Partnering with Keystone Health to Support Migrant Workers
Students in Dickinson’s Spanish Club recently raised $865 to help provide health care to migrant and seasonal farm workers across Pennsylvania. Partnering with Keystone Health, which provides health services to migrant agricultural workers, the students sold raffle tickets over a two-week period to raise funds for the local nonprofit.
The partnership with Keystone grew out of a service-learning program undertaken by students in Spanish lecturer Asuncion Arnedo-Aldrich’s Spanish for the Health Professions course. In recent years, students in the class have worked closely with Keystone to provide interpreters to assist patients at clinics, migrant camps and dental clinics.
“As part of our class, we read ‘Fresh Fruit, Broken Bodies: Migrant Farmworkers in the United States’ by Dr. Seth Holmes, and the irony presented by the book was that the workers for whom we interpreted were picking fresh fruits and vegetables that we eat to stay healthy, but the workers sometimes have difficulty meeting very basic, primary care needs,” explains Ryan Murphy ’20 (biochemistry & molecular biology), president of the Spanish Club.

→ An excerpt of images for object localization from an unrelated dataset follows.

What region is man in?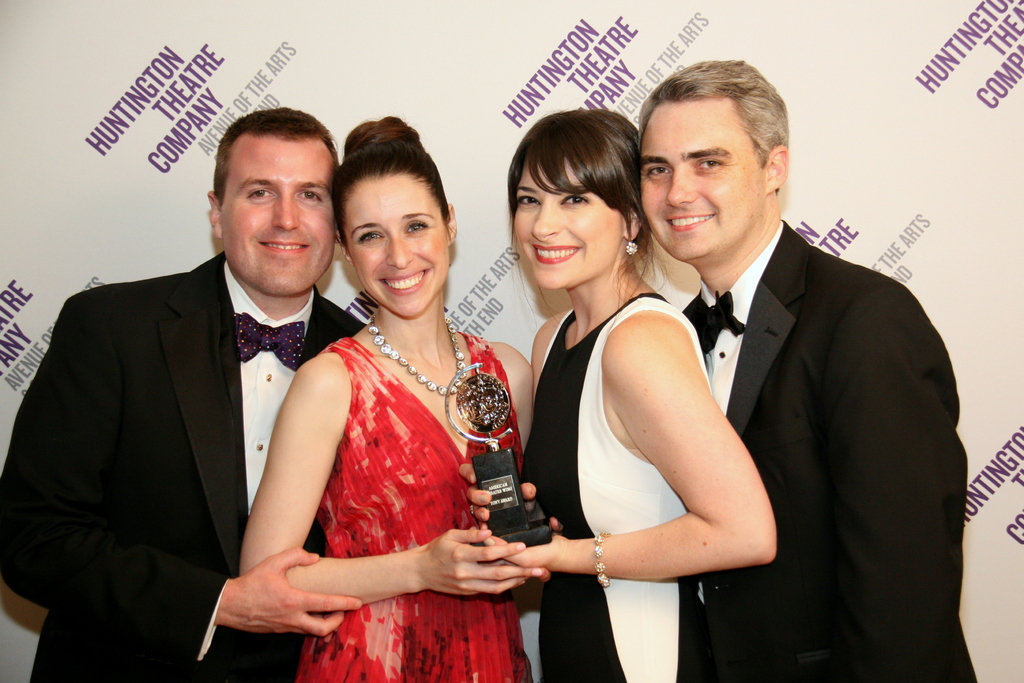
0, 106, 369, 682.
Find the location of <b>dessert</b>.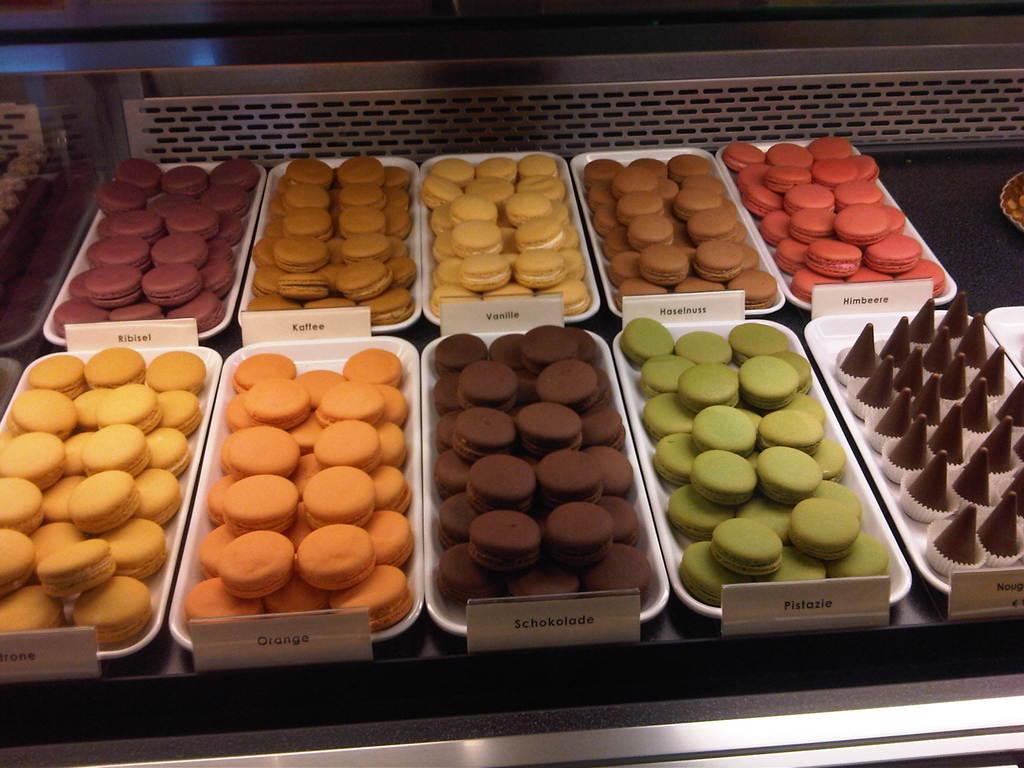
Location: x1=425, y1=202, x2=458, y2=222.
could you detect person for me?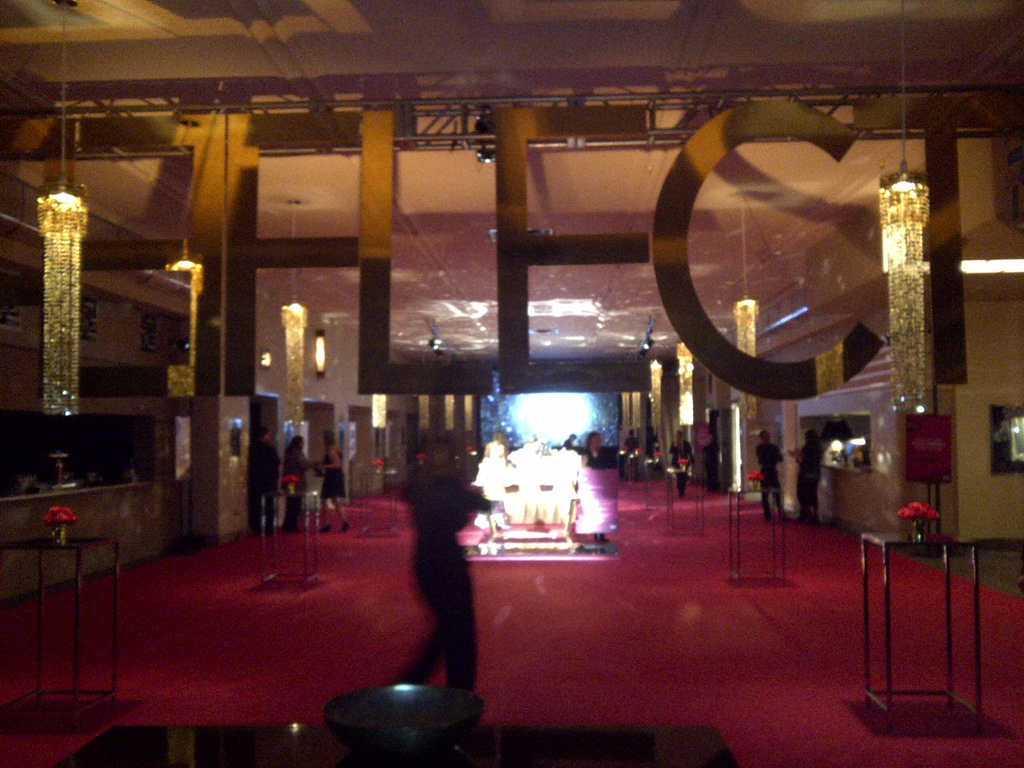
Detection result: x1=619, y1=424, x2=640, y2=477.
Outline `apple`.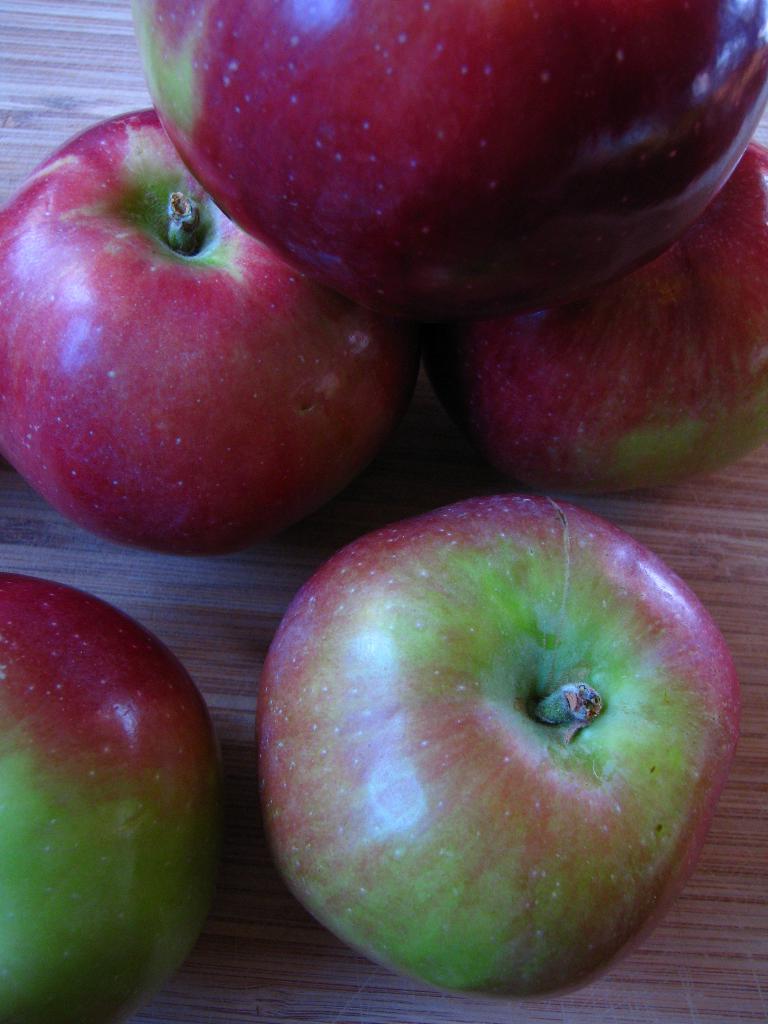
Outline: left=0, top=102, right=411, bottom=550.
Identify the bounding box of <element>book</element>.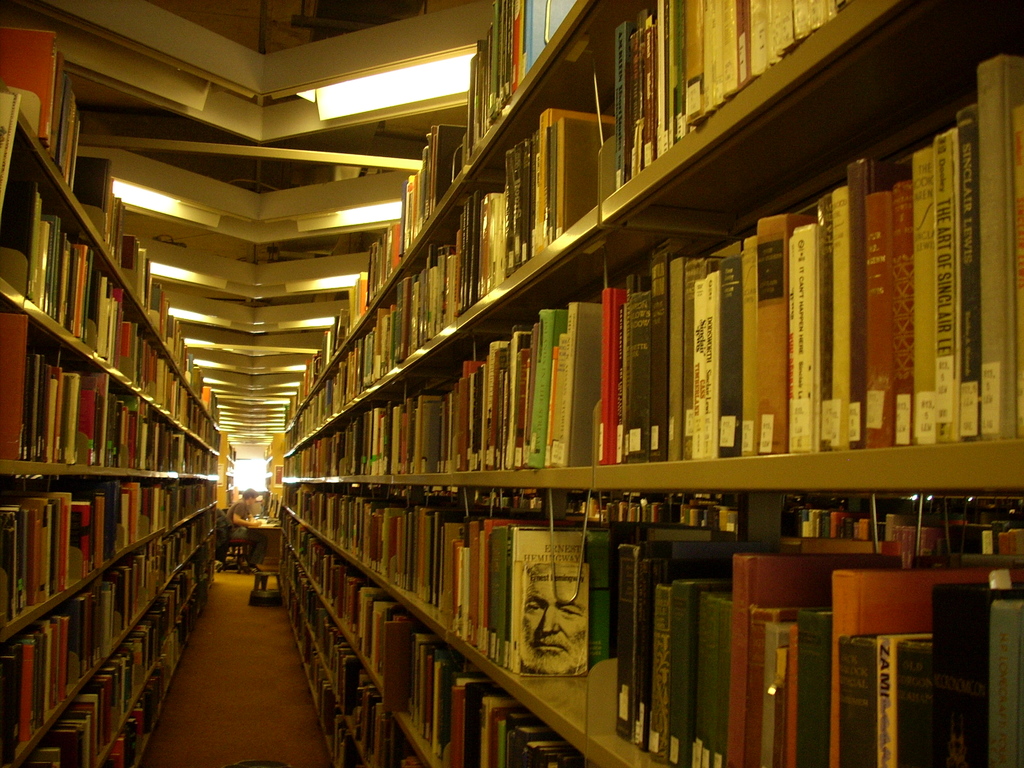
0/20/59/145.
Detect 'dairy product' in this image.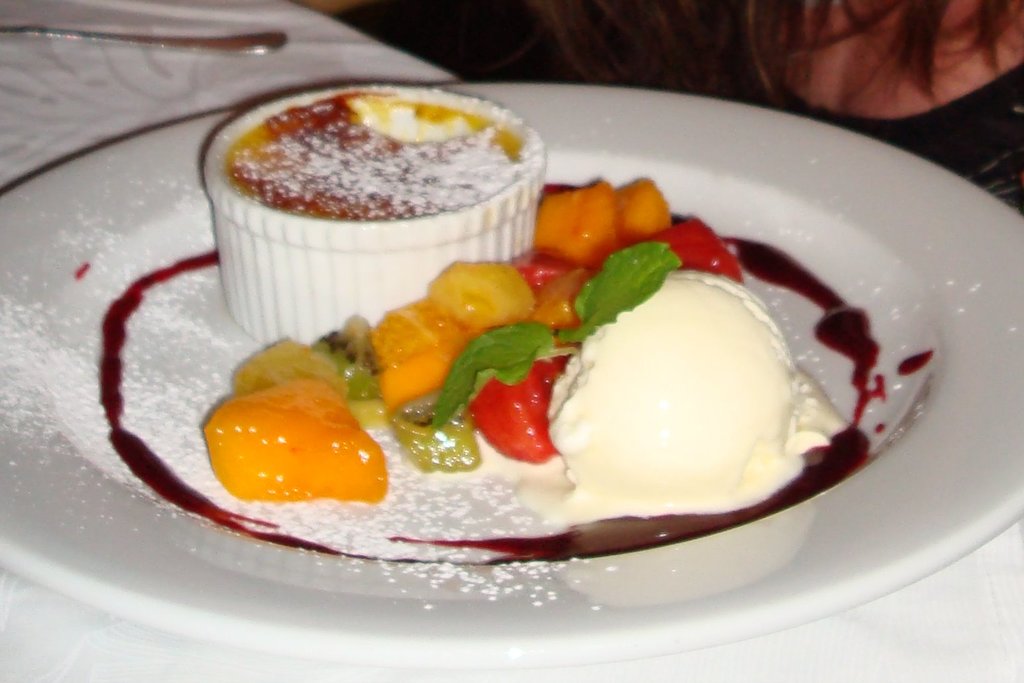
Detection: [557, 249, 842, 532].
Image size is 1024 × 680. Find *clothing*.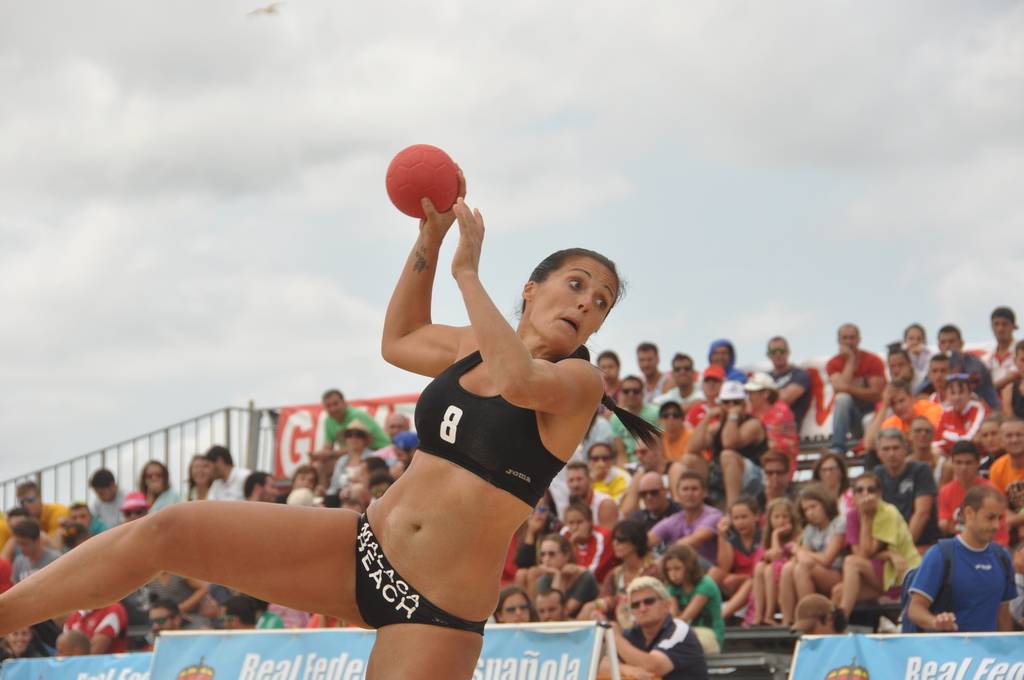
BBox(722, 364, 753, 398).
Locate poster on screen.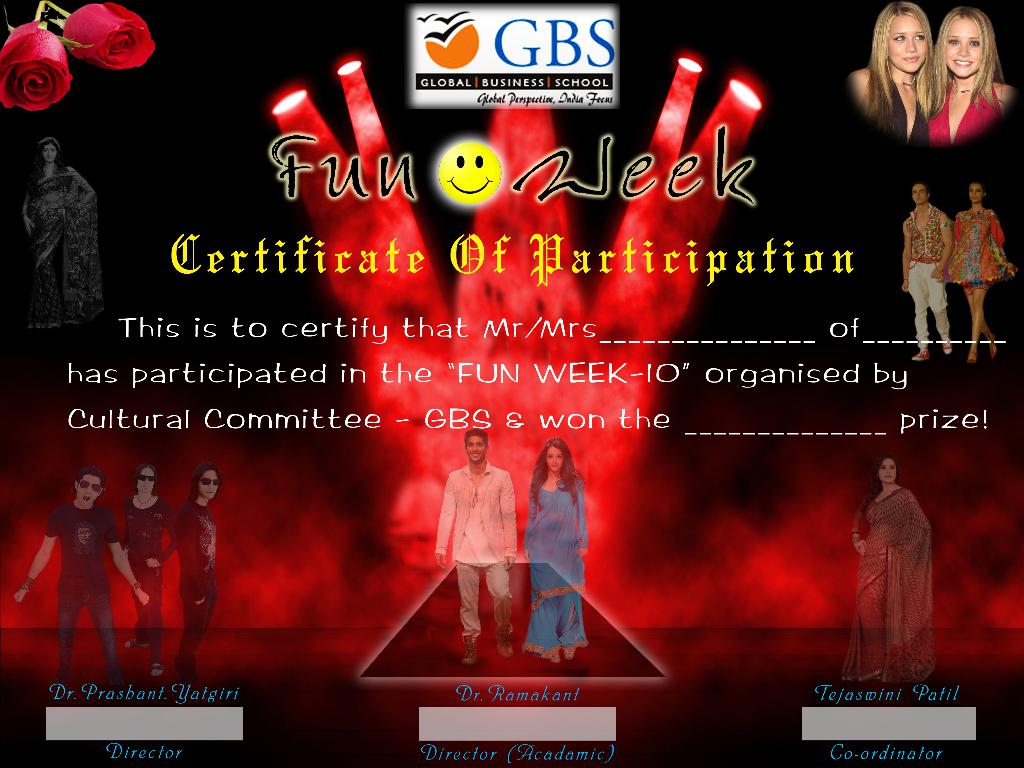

Seeing the community’s health care needs firsthand inspired the students to take further action. “Students have seen the hardworking laborers at the apple orchard camps. They have seen their health needs when health professionals do outreach to assess their health,” says Arnedo-Aldrich.
The project also spurred a local alumnus to get involved. Louis Ciampi ’85, president of Independent Graphics, donated the raffle tickets. The students also earned a grant from the Partnership for Better Health to distribute healthy packages to workers, which contained over-the-counter medications and personal hygiene items.
“After seeing how successful this new idea was, we definitely want to continue it in the future,” says Natalie Suess ’20 (quantitative economics), treasurer of the Spanish Club. “Even though [Ryan and I] are graduating, this might encourage the new officers to do it.”